Kinuko Emi

Emi is best known for her abstract painting in bold colors featuring the motif of four classical elements (fire, air, water, and earth).

[6] Emi's daughter, Anna Ogino, is an Akutagawa Prize-winning novelist and emeritus professor of French literature at Keio University, Tokyo, who serves as the custodian of her mother's works and legacy.

[4]: 62 In her early career, Emi actively exhibited her works at the annual juried salon hosted by the Kōdō Bijutsu Association (行動美術協会; literally "Action Art Society").

In Paris, Emi frequented the Louvre Museum and she "was astonished by the evidently long tradition of concrete expression in European painting, especially in regard to the nude.

Nevertheless, the development of [Emi’s] abstract painting does not readily indicate her debt to such movements but, rather, speaks to the personal efforts made by a painter who continued to change course in pursuit of a unique mode of expression.

In 1958, Ichirō Haryū, one of the most influential "Big Three" critics of postwar Japan,[13] visited Emi's solo show and described her Symbol (象徴) as follows: "Expressive elements are restrained, and an architectural structure consisting of colored rectangular planes and lines is outstanding.

"[4]: 59 [14] Despite such applause by the influential male critic, Emi "subsequently reversed the two canvases that comprise Symbol and incorporated space between them when they were shown in the Second Shell Art Award Exhibition of 1958.

[16] Although her work was shown alongside four male artists—Minoru Kawabata, Kumi Sugai, Tadashi Sugimata, and Ryōkichi Mukai—her presence was far ahead of its time.

According to Masao Momiya, "the period from 1967 to 1974, during which she made conceptual works and realistic, or illusionistic works—sometimes in the form of shaped canvases—was a difficult time of trial and error.

[4]: 60 After the trial and error period, Emi returned to abstraction with brighter colors, and from 1975 to 1986, she "purposely incorporated natural actions in her production by employing the 'dissolving' technique to the overall canvas, and she succeeded in expressing her own view of the cosmos.

I am aiming at having a cosmic space appear as an integrating factor among these elements, and I will do so.”[4]: 60  Moreover, in 1981 Emi unveiled a series of geometric abstract paintings, bearing titles borrowed from the Rubáiyát, the collected poems of Omar Khayyam, the eleventh and twelfth centuries Persian poet.

Masao Momiya pointed out: "Since 1987, the 'dissolving' technique that [Emi] had originally applied to the overall canvas has been gradually curtailed to become only one of a number of productive means of the painter.

In other words, while unexpected elements of nature, such as the mixture and the dissolution of substances and the forces of gravity have been restrained, the painter's own hand creates overall painting again.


PROBLEM TO SOLVE: Down to the final line, write out the data below exactly.

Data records
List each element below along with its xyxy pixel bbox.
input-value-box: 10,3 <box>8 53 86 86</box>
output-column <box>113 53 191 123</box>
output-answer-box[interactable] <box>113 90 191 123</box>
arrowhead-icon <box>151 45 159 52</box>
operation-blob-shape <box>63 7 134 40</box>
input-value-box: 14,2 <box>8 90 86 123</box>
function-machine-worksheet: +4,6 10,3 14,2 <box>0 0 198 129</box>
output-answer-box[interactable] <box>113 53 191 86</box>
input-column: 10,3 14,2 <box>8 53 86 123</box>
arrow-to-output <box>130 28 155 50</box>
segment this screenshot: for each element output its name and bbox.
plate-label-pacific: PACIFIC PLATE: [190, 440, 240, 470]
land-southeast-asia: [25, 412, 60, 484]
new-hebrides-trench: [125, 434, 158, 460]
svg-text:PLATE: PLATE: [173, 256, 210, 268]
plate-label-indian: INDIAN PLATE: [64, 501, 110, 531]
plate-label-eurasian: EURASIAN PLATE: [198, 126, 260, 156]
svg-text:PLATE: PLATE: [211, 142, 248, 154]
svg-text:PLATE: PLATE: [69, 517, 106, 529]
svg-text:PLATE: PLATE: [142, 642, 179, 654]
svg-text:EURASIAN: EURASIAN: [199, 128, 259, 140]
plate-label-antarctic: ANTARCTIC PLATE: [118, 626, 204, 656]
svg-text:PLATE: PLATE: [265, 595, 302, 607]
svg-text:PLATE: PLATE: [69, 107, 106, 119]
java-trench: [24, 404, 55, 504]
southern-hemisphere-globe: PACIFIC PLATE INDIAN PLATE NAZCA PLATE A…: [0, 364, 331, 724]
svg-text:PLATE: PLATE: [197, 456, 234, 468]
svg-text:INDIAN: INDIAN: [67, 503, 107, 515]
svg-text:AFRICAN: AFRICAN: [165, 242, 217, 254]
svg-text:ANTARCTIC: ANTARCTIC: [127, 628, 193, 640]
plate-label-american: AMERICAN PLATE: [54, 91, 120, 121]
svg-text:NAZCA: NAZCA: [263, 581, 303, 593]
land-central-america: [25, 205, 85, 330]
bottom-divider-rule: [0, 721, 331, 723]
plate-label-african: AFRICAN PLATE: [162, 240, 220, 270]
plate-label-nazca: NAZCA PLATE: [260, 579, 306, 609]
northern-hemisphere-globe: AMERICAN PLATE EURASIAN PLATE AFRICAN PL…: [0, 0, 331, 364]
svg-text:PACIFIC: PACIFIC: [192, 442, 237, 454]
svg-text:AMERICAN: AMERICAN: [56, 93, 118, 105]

TASK OUTPUT:
List each element below along with its xyxy pixel bbox.
input-value-box: 10,3 <box>8 53 86 86</box>
output-column <box>113 53 191 123</box>
output-answer-box[interactable] <box>113 90 191 123</box>
arrowhead-icon <box>151 45 159 52</box>
operation-blob-shape <box>63 7 134 40</box>
input-value-box: 14,2 <box>8 90 86 123</box>
function-machine-worksheet: +4,6 10,3 14,2 <box>0 0 198 129</box>
output-answer-box[interactable] <box>113 53 191 86</box>
input-column: 10,3 14,2 <box>8 53 86 123</box>
arrow-to-output <box>130 28 155 50</box>
segment this screenshot: for each element output its name and bbox.
plate-label-pacific: PACIFIC PLATE: [190, 440, 240, 470]
land-southeast-asia: [25, 412, 60, 484]
new-hebrides-trench: [125, 434, 158, 460]
svg-text:PLATE: PLATE: [173, 256, 210, 268]
plate-label-indian: INDIAN PLATE: [64, 501, 110, 531]
plate-label-eurasian: EURASIAN PLATE: [198, 126, 260, 156]
svg-text:PLATE: PLATE: [211, 142, 248, 154]
svg-text:PLATE: PLATE: [69, 517, 106, 529]
svg-text:PLATE: PLATE: [142, 642, 179, 654]
svg-text:EURASIAN: EURASIAN: [199, 128, 259, 140]
plate-label-antarctic: ANTARCTIC PLATE: [118, 626, 204, 656]
svg-text:PLATE: PLATE: [265, 595, 302, 607]
svg-text:PLATE: PLATE: [69, 107, 106, 119]
java-trench: [24, 404, 55, 504]
southern-hemisphere-globe: PACIFIC PLATE INDIAN PLATE NAZCA PLATE A…: [0, 364, 331, 724]
svg-text:PLATE: PLATE: [197, 456, 234, 468]
svg-text:INDIAN: INDIAN: [67, 503, 107, 515]
svg-text:AFRICAN: AFRICAN: [165, 242, 217, 254]
svg-text:ANTARCTIC: ANTARCTIC: [127, 628, 193, 640]
plate-label-american: AMERICAN PLATE: [54, 91, 120, 121]
svg-text:NAZCA: NAZCA: [263, 581, 303, 593]
land-central-america: [25, 205, 85, 330]
bottom-divider-rule: [0, 721, 331, 723]
plate-label-african: AFRICAN PLATE: [162, 240, 220, 270]
plate-label-nazca: NAZCA PLATE: [260, 579, 306, 609]
northern-hemisphere-globe: AMERICAN PLATE EURASIAN PLATE AFRICAN PL…: [0, 0, 331, 364]
svg-text:PACIFIC: PACIFIC: [192, 442, 237, 454]
svg-text:AMERICAN: AMERICAN: [56, 93, 118, 105]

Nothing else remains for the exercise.